Killing Time
"What do you mean 'don't move?' What the hell kind of a way is
that to talk to people, you bloodless Anglo-Saxon bastard? I'm
going out to lunch."
"Oh," I countered. "And suppose I told you I'm looking at
possible evidence that Muhammed Khaldun didn't shoot Forrester?"
Silence for an instant; and then: "Is that insane statement
supposed to make me less hungry?"
"No, Max--"
"Because it isn't--"
"Max, will you shut up? We're talking about the murder of the
President."
"No, you're talking about it. I'm talking about lunch."
I sighed.
I sighed. "How about if I bring the food?"
Twenty minutes later, Max and I were both sitting in front of a
bank of computers that nearly covered an old desk in his office
on 22nd Street near the Hudson River.
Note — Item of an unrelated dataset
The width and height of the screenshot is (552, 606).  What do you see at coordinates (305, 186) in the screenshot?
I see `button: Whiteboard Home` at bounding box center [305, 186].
As we stared at this main
screen, we did our worst to a couple of vegetable burgers I'd
picked up from the deli downstairs, so engrossed in what we were
seeing--even the ever jaded Max--that we didn't even have time
to engage in our usual nostalgia for the days before the
devastating national E. coli outbreak of 2021, when you could
still get a real hamburger at something other than the most
careful (and expensive) restaurants in town.
On the screen in front of us was the by then deathly familiar
scene of five years earlier: the podium in the hotel ballroom in
Chicago; the impressive figure of President Emily Forrester
striding up, wiping a few beads of sweat from her head and
preparing to accept the nomination of her party for a second
term; and, in the distance, the face, the assassin's face that
had been enlarged and made familiar to every man, woman and child
in the country since the discovery just a year ago of this
private video footage taken by some still-anonymous person in the
crowd. It was a face that, after only a two-month search, had
been given a name: Muhammed Khaldun, minor functionary in the
Afghan consulate in Chicago. Justice had been swift: Khaldun,
constantly and pathetically shouting his innocence, was convicted
within months, and had recently begun serving a life sentence in
a maximum-security facility outside Kansas City.
Moreover--and how blind I was not to see the connection as soon as
I viewed the disc!--diplomatic relations between the U.S. and
Afghanistan, already fragile, had been strained almost to the
breaking point by the affair.
But Max and I had other problems to worry about that day,
specifically the fact that on the disc given to me by Mrs. Price
the images, instead of proceeding on to the scene of panic that
usually followed the assassination, suddenly disappeared; the
screen went black for a few seconds, then came alive again with a
replay of the crime, one in which the area where the eye was
accustomed to seeing Khaldun's face was a carefully delineated
blank. Next the screen went black a second time, and finally a
third version of the same sequence appeared; but in this
go-round, the man wielding the gun in the background was someone
entirely different: Asian, maybe Chinese, certainly not Afghan.